Monday, November 9, 2009

Nation & World

Saving Souls in Siberia

American Evangelical Christians Struggle In A Cold, Hard Land

By Ilana Ozernoy
Posted 12/18/05

KRASNOYARSK, RUSSIA--Grace Church rests on a high hill on the north bank of the Yenisey River, above the iridescent fog that rolls over the cold, black waters on winter mornings. Built with American money and Russian hands, the Baptist church is a marriage of Protestant austerity and Slavic tradition, a sober, gray edifice with a single onion dome and cavernous insides painted in a sort of wedding-cake motif--peach and rose walls stenciled with flowery peasant artistry and Bible Scripture.

The church's cornerstone was laid not long after the fall of the Soviet Union, a time when thousands of American missionaries flooded into the void left by seven decades of godless communism. And Russians, fascinated by what had been forbidden for so long, welcomed these foreigners with open arms. "There was an initial deep curiosity in anything that was western, especially literature, so distributing free Bibles was extremely easy," recalls Chad Wiebe, a Mennonite pastor who grew up on a hog and cattle farm outside Wichita, Kan. "It was enough to say something was free, and they would line up."

But despite the initial enthusiasm, any hopes of sparking a Protestant-style spiritual revival soon faded as missionaries increasingly found their message falling on deaf ears. Their bootstrap ethos and self-determination didn't meld in this nation of fatalists and dictators. Then again, some Russians simply couldn't bring themselves to believe in God; for others, the Russian Orthodox Church, for centuries synonymous with Russian national identity, would always be the only rightful church in Russia. Faced with a harsh climate and dashed hopes, most of the missionaries went home.

Most, but not all. Several hundred families stayed behind, as others came and went, scattering over the vast Siberian steppe, which spans eight time zones from west of the Ural Mountains to the shores of the Pacific in the east. In the bleak expanse, they struggled to build their congregations, gathering to pray where they could--in schools and apartments and garages. They searched for congregants in alleyways littered with dirty heroin needles and bus stations crammed with the poor, inviting into their budding churches those members of society left behind in the new order--the elderly, drug-addicted, and sick. "Our job is to sow the seed and get the message out," says Ron Winkler, an evangelical Christian who moved his family from California to Krasnoyarsk two years ago. "It's God's job to bring in the harvest."

Even so, the missionaries would need helping hands. In 1994, Wiebe was dispatched by a mission organization called SEND International to establish the Krasnoyarsk Bible Institute on the second floor of Grace Church. He knew it would be tough-going and slow, but Wiebe believed he had found his life's calling, and he soon met a Ukrainian translator named Leanna, got married, and bought an apartment in an old, Soviet-era housing block. "There are frustrations, there are days that feel like there isn't a response that there was in the earlier days," says Wiebe, as his three blond daughters flit in and out of the Wiebes' modest living room. "[But] we're here because we continue to feel that we're making a difference."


**WHAT THE TASK ASKS:** Exclude all pictures, then copy each of the records exactly as written.

*** Opening SUPPLIED DATA ***

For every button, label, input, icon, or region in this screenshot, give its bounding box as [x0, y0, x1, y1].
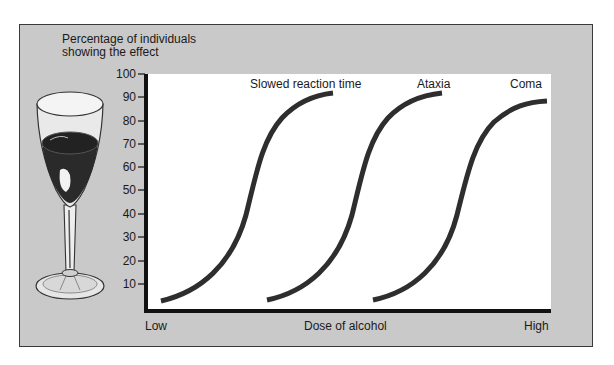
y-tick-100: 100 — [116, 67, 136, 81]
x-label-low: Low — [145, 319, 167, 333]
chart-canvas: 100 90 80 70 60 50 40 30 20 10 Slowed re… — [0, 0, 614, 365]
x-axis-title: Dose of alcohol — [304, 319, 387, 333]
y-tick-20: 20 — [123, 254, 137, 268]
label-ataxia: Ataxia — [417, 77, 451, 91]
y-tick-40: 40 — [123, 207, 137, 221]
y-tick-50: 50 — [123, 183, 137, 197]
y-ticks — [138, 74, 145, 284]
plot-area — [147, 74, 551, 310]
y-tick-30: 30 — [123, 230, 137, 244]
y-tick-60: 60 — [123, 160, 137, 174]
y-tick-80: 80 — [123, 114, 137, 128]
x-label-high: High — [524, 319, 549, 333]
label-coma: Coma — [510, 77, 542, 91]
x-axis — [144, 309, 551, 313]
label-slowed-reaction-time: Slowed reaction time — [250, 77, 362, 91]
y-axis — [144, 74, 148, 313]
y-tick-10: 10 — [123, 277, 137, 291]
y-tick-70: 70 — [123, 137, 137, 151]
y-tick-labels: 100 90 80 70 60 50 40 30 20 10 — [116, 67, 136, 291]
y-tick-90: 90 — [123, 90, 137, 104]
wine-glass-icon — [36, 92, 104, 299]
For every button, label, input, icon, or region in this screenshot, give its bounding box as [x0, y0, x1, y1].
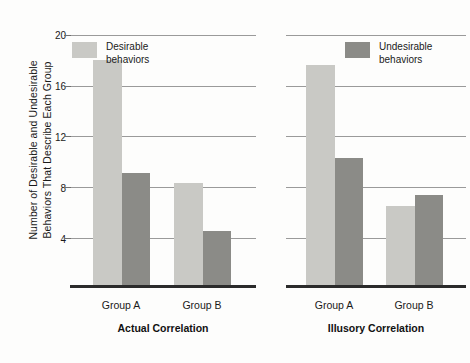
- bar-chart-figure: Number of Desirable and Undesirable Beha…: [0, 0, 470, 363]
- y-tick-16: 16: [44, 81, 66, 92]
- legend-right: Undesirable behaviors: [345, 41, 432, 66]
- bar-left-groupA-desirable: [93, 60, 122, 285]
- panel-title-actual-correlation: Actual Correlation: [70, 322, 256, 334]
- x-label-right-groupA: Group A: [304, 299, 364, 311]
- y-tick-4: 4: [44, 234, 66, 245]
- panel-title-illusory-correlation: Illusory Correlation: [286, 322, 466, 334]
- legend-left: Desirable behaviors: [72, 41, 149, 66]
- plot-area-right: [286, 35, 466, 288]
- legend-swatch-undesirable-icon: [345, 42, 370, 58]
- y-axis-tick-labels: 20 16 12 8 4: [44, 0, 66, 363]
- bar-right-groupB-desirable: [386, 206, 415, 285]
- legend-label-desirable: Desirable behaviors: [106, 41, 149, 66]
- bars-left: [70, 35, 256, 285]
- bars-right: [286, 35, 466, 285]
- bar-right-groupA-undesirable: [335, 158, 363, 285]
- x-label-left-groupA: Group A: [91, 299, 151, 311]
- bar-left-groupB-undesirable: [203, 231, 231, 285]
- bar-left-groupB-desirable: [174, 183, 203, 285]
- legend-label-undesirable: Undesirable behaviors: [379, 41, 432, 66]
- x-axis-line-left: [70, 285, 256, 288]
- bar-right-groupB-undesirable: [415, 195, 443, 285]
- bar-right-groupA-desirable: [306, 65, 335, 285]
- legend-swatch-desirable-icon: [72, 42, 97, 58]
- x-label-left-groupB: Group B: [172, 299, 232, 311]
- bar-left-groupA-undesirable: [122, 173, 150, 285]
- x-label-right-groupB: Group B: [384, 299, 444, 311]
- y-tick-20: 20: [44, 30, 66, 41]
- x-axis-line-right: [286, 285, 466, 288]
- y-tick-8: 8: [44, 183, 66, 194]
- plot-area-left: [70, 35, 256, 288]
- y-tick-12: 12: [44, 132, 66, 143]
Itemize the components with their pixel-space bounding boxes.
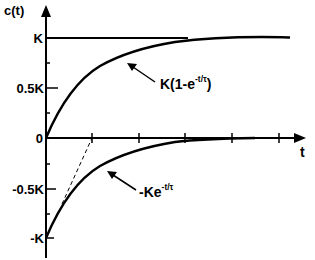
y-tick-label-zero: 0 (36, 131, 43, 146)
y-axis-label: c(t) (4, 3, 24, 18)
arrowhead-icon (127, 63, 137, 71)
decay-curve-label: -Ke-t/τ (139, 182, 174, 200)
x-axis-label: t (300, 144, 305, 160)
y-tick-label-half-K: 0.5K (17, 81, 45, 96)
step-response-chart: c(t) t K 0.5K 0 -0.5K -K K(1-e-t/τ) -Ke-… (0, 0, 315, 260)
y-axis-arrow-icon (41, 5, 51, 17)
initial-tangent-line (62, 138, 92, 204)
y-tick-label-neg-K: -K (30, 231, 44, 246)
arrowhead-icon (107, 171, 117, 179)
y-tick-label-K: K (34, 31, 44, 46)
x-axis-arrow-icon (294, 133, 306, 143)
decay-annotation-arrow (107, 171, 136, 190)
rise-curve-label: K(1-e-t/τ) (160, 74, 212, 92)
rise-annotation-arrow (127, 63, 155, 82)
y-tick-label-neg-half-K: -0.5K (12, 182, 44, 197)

*** Closing SUPPLIED DATA ***

**SOLUTION:**
For every button, label, input, icon, or region in this screenshot, give its bounding box as [x0, y0, x1, y1].
y-tick-100: 100 — [116, 67, 136, 81]
x-label-low: Low — [145, 319, 167, 333]
chart-canvas: 100 90 80 70 60 50 40 30 20 10 Slowed re… — [0, 0, 614, 365]
x-axis-title: Dose of alcohol — [304, 319, 387, 333]
y-tick-20: 20 — [123, 254, 137, 268]
label-ataxia: Ataxia — [417, 77, 451, 91]
y-tick-40: 40 — [123, 207, 137, 221]
y-tick-50: 50 — [123, 183, 137, 197]
y-ticks — [138, 74, 145, 284]
plot-area — [147, 74, 551, 310]
y-tick-30: 30 — [123, 230, 137, 244]
y-tick-60: 60 — [123, 160, 137, 174]
y-tick-80: 80 — [123, 114, 137, 128]
x-label-high: High — [524, 319, 549, 333]
label-coma: Coma — [510, 77, 542, 91]
x-axis — [144, 309, 551, 313]
label-slowed-reaction-time: Slowed reaction time — [250, 77, 362, 91]
y-axis — [144, 74, 148, 313]
y-tick-10: 10 — [123, 277, 137, 291]
y-tick-70: 70 — [123, 137, 137, 151]
y-tick-labels: 100 90 80 70 60 50 40 30 20 10 — [116, 67, 136, 291]
y-tick-90: 90 — [123, 90, 137, 104]
wine-glass-icon — [36, 92, 104, 299]
For every button, label, input, icon, or region in this screenshot, give its bounding box as [x0, y0, x1, y1].
- bar-chart-figure: Number of Desirable and Undesirable Beha…: [0, 0, 470, 363]
- y-tick-16: 16: [44, 81, 66, 92]
- legend-right: Undesirable behaviors: [345, 41, 432, 66]
- bar-left-groupA-desirable: [93, 60, 122, 285]
- panel-title-actual-correlation: Actual Correlation: [70, 322, 256, 334]
- x-label-right-groupA: Group A: [304, 299, 364, 311]
- y-tick-4: 4: [44, 234, 66, 245]
- panel-title-illusory-correlation: Illusory Correlation: [286, 322, 466, 334]
- legend-left: Desirable behaviors: [72, 41, 149, 66]
- plot-area-right: [286, 35, 466, 288]
- legend-swatch-undesirable-icon: [345, 42, 370, 58]
- y-axis-tick-labels: 20 16 12 8 4: [44, 0, 66, 363]
- bar-right-groupB-desirable: [386, 206, 415, 285]
- legend-label-desirable: Desirable behaviors: [106, 41, 149, 66]
- bars-left: [70, 35, 256, 285]
- bars-right: [286, 35, 466, 285]
- bar-right-groupA-undesirable: [335, 158, 363, 285]
- x-label-left-groupA: Group A: [91, 299, 151, 311]
- bar-left-groupB-undesirable: [203, 231, 231, 285]
- bar-left-groupB-desirable: [174, 183, 203, 285]
- legend-label-undesirable: Undesirable behaviors: [379, 41, 432, 66]
- x-axis-line-left: [70, 285, 256, 288]
- bar-right-groupB-undesirable: [415, 195, 443, 285]
- bar-right-groupA-desirable: [306, 65, 335, 285]
- legend-swatch-desirable-icon: [72, 42, 97, 58]
- x-label-left-groupB: Group B: [172, 299, 232, 311]
- bar-left-groupA-undesirable: [122, 173, 150, 285]
- x-label-right-groupB: Group B: [384, 299, 444, 311]
- y-tick-20: 20: [44, 30, 66, 41]
- x-axis-line-right: [286, 285, 466, 288]
- y-tick-8: 8: [44, 183, 66, 194]
- plot-area-left: [70, 35, 256, 288]
- y-tick-12: 12: [44, 132, 66, 143]
Itemize the components with their pixel-space bounding boxes.
y-tick-label-zero: 0 (36, 131, 43, 146)
y-axis-label: c(t) (4, 3, 24, 18)
arrowhead-icon (127, 63, 137, 71)
decay-curve-label: -Ke-t/τ (139, 182, 174, 200)
x-axis-label: t (300, 144, 305, 160)
y-tick-label-half-K: 0.5K (17, 81, 45, 96)
step-response-chart: c(t) t K 0.5K 0 -0.5K -K K(1-e-t/τ) -Ke-… (0, 0, 315, 260)
y-axis-arrow-icon (41, 5, 51, 17)
initial-tangent-line (62, 138, 92, 204)
y-tick-label-neg-K: -K (30, 231, 44, 246)
arrowhead-icon (107, 171, 117, 179)
y-tick-label-K: K (34, 31, 44, 46)
x-axis-arrow-icon (294, 133, 306, 143)
decay-annotation-arrow (107, 171, 136, 190)
rise-curve-label: K(1-e-t/τ) (160, 74, 212, 92)
rise-annotation-arrow (127, 63, 155, 82)
y-tick-label-neg-half-K: -0.5K (12, 182, 44, 197)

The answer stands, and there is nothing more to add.